By about halfway into the anaconda story, the beans had begun their magical work and the guys in Chris’s cabin had inflated until they were half again their normal circumference. The rest of us had been venting fairly regularly throughout the evening so we weren’t in any physical discomfort. But we knew about the belt line threat and sadistic fiends that we were, amused ourselves by trying to make one of the guys from Cabin 9 start laughing. Boys just can’t resist trying to nudge the inevitable along a little. I mean, Cabin 9 had won the cabin inspection contest every day all week long. With it's white glove cleanliness and it's stone and twig front walkway, they showed us all up at flag ceremonies. They were the first ones done with KP after meals and their lights went out every night promptly at 9:30.  And they were smug about it!
When the rest of our counselors could be roused from their collective stupors, all we got from them was, “Why can’t you be like the boys in Cabin 9?” This was clearly a case where institutional mismanagement was responsible for the chaos that followed. Ironically, it was the good Counselor Chris that fired the first shot of what was to be a memorable barrage. If you’ve seen the campfire scene in Mel Brooks’ movie “Blazing Saddles” you have an idea of what happened.

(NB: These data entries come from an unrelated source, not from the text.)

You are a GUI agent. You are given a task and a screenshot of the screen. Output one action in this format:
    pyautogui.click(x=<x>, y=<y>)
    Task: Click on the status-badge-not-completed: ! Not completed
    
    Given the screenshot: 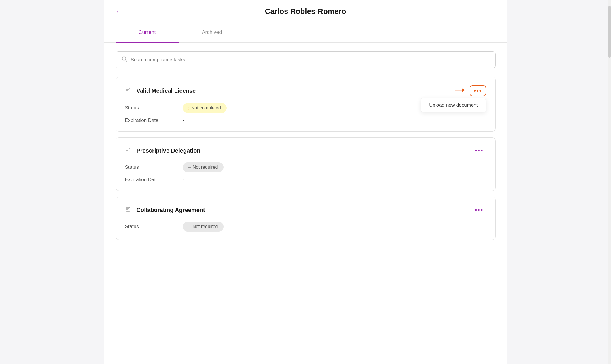 What is the action you would take?
    pyautogui.click(x=205, y=108)
    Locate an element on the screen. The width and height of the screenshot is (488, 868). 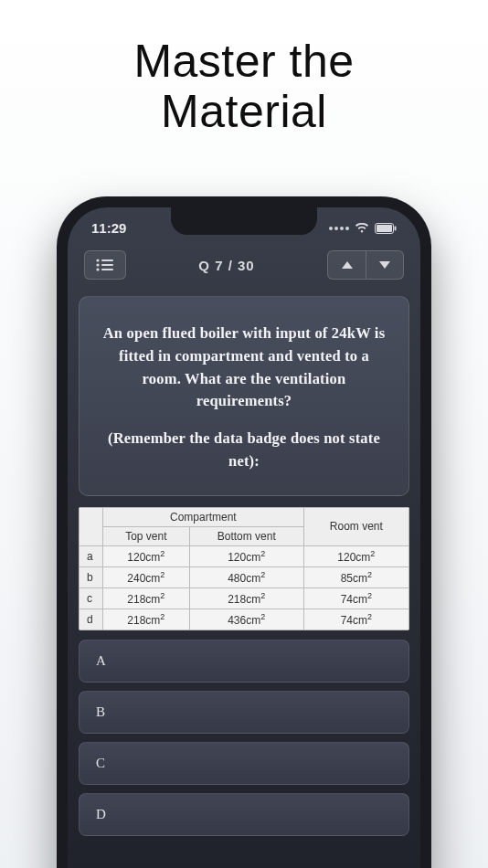
table-row: a 120cm2 120cm2 120cm2 is located at coordinates (245, 556).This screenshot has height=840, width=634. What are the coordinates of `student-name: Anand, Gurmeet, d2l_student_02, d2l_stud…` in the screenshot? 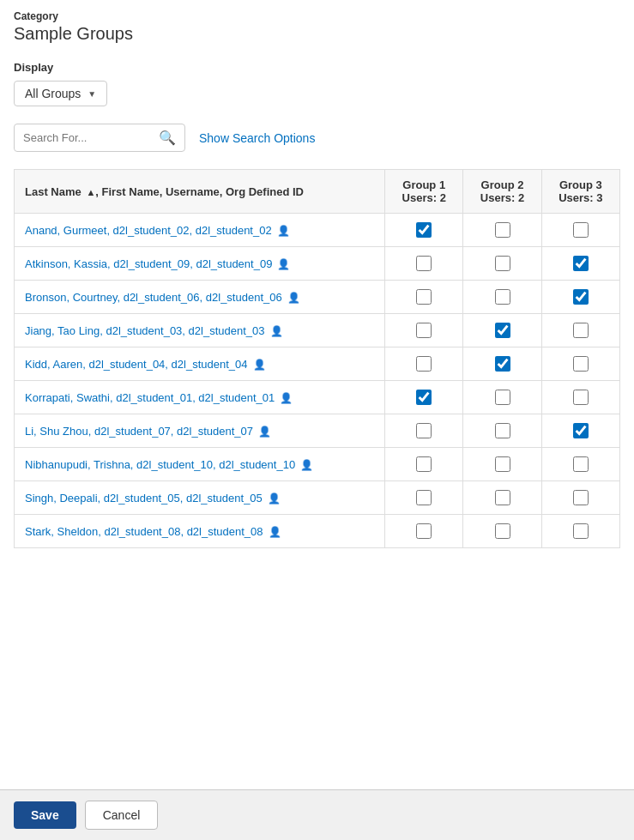 It's located at (148, 230).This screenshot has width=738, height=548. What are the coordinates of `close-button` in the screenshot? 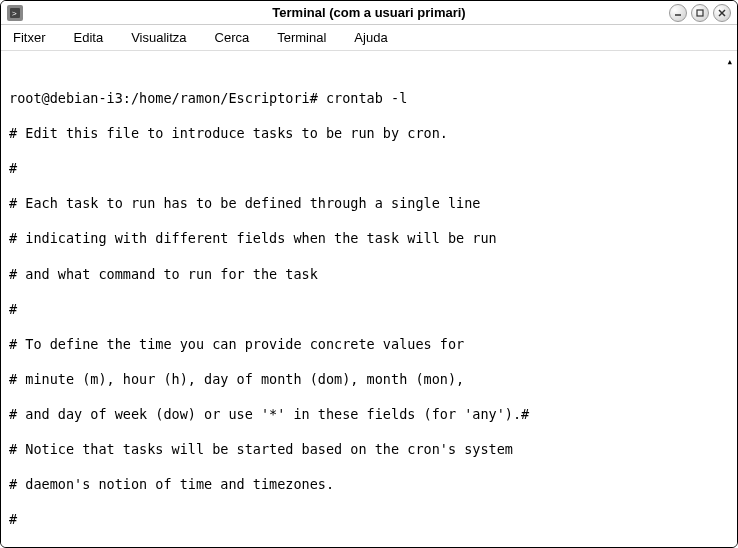 It's located at (722, 13).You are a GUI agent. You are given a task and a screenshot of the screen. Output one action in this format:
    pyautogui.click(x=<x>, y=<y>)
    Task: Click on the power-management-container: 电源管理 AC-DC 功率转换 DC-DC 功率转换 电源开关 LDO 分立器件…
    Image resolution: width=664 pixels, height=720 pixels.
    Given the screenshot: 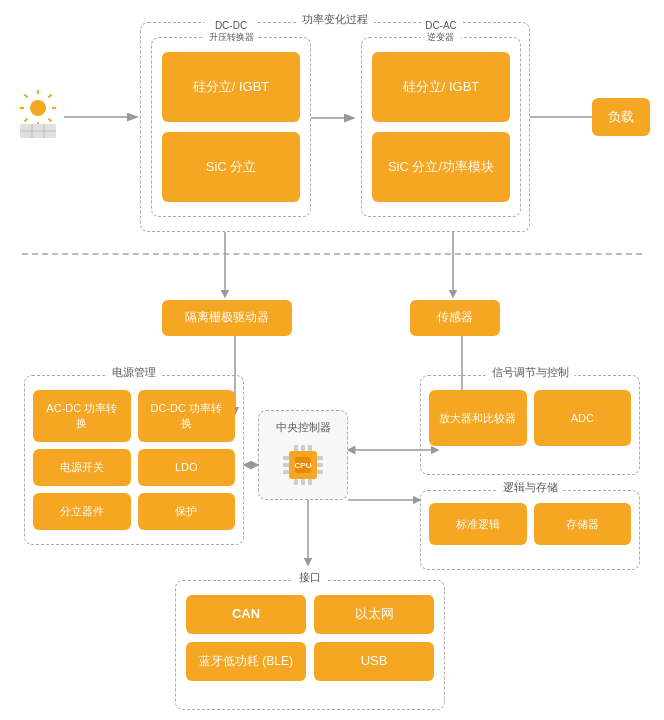 What is the action you would take?
    pyautogui.click(x=134, y=460)
    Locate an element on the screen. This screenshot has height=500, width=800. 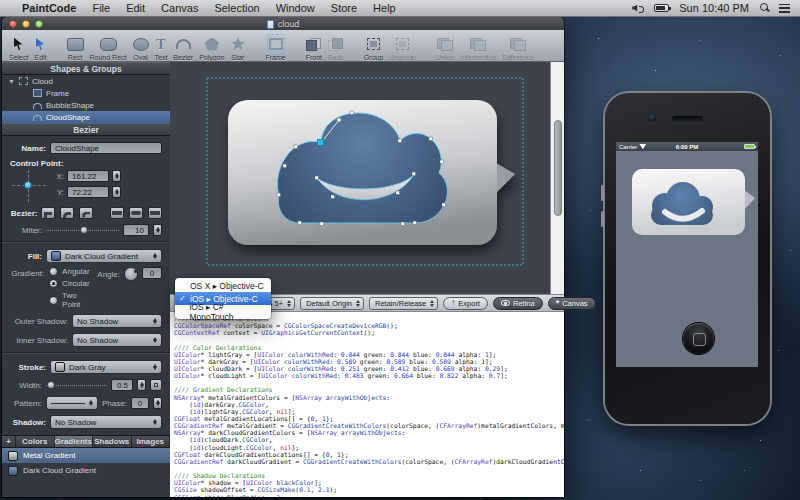
gradient-swatch is located at coordinates (13, 471).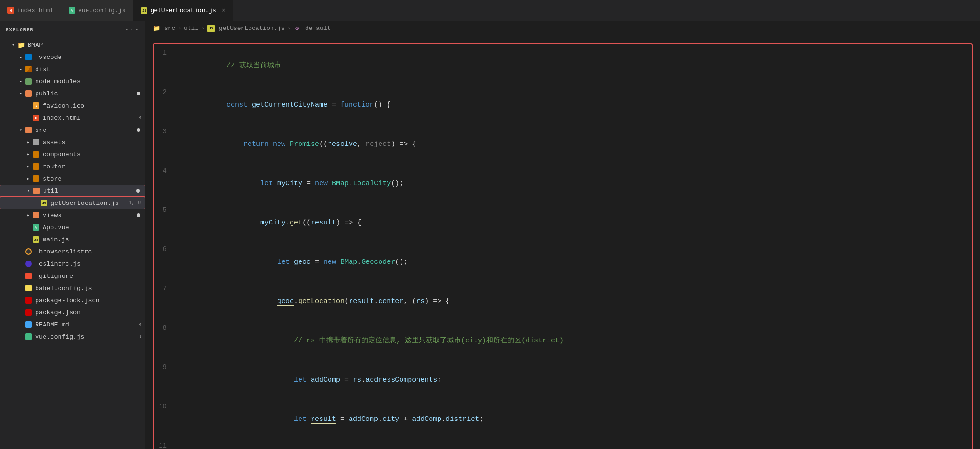  What do you see at coordinates (28, 167) in the screenshot?
I see `chevron-router` at bounding box center [28, 167].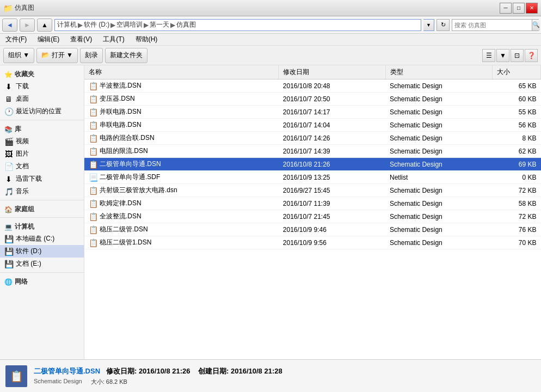 The width and height of the screenshot is (541, 392). I want to click on status-file-icon: 📋, so click(16, 376).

“Stinky” McDonald, an unfortunate young man with vicious allergies to virtually anything edible was perched on the bench directly in front of the boys from Cabin 9. He’d been entertaining us all evening with melodious little squeaks that had been increasing in frequency since the lighting of the campfire. After 45 minutes of Stinky’s aromatic recital, the collective stoicism of the Cabin 9 boys had begun to crumble. Finally, Stinky released a tuneful little number that sounded just like the opening bars to House of the Rising Sun. The whole bench behind him gave a little lurch.
Cabin Captain Harold Stubbins emitted a brief snort and Counselor Chris lost it. In trying not to giggle himself, Chris tightened his stomach muscles with unfortunate results. It was one of those that starts small. He’d have been all right and might have passed it off as a squeaky shoe or loose board in the pew, but at the first little “brrrrrrpt” the entire bench erupted in laughter.

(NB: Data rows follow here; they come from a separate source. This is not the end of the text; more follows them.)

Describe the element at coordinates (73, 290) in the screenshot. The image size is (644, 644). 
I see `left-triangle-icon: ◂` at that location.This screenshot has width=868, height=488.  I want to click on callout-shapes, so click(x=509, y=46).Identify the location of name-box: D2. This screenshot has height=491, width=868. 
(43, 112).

The resulting concussion from the blast that followed knocked kids off their benches four rows back. Once it got started, the thing spread like a chain reaction down the bench. It was frightening in its intensity - like Vesuvius going off on Pompeii. Fortunately, Sam, the camp director, a man of inestimable good sense, wisely brought the proceedings to a quick close. The entire camp stumbled off down the trail toward the cabins, laughing so hard they could hardly see in the dim moonlight.
Justice was served that night as satisfactorily as few of us had ever seen it served before. Counselor Chris, his manhood in question was the first one down the belt line that night. Some of the kids from nearby cabins came over to help out, making it one of the most formidable belt lines in Lone Star Camp history. That incident led to the abolition of belt lines as a form of punishment at camp. A good thing too to my way of thinking!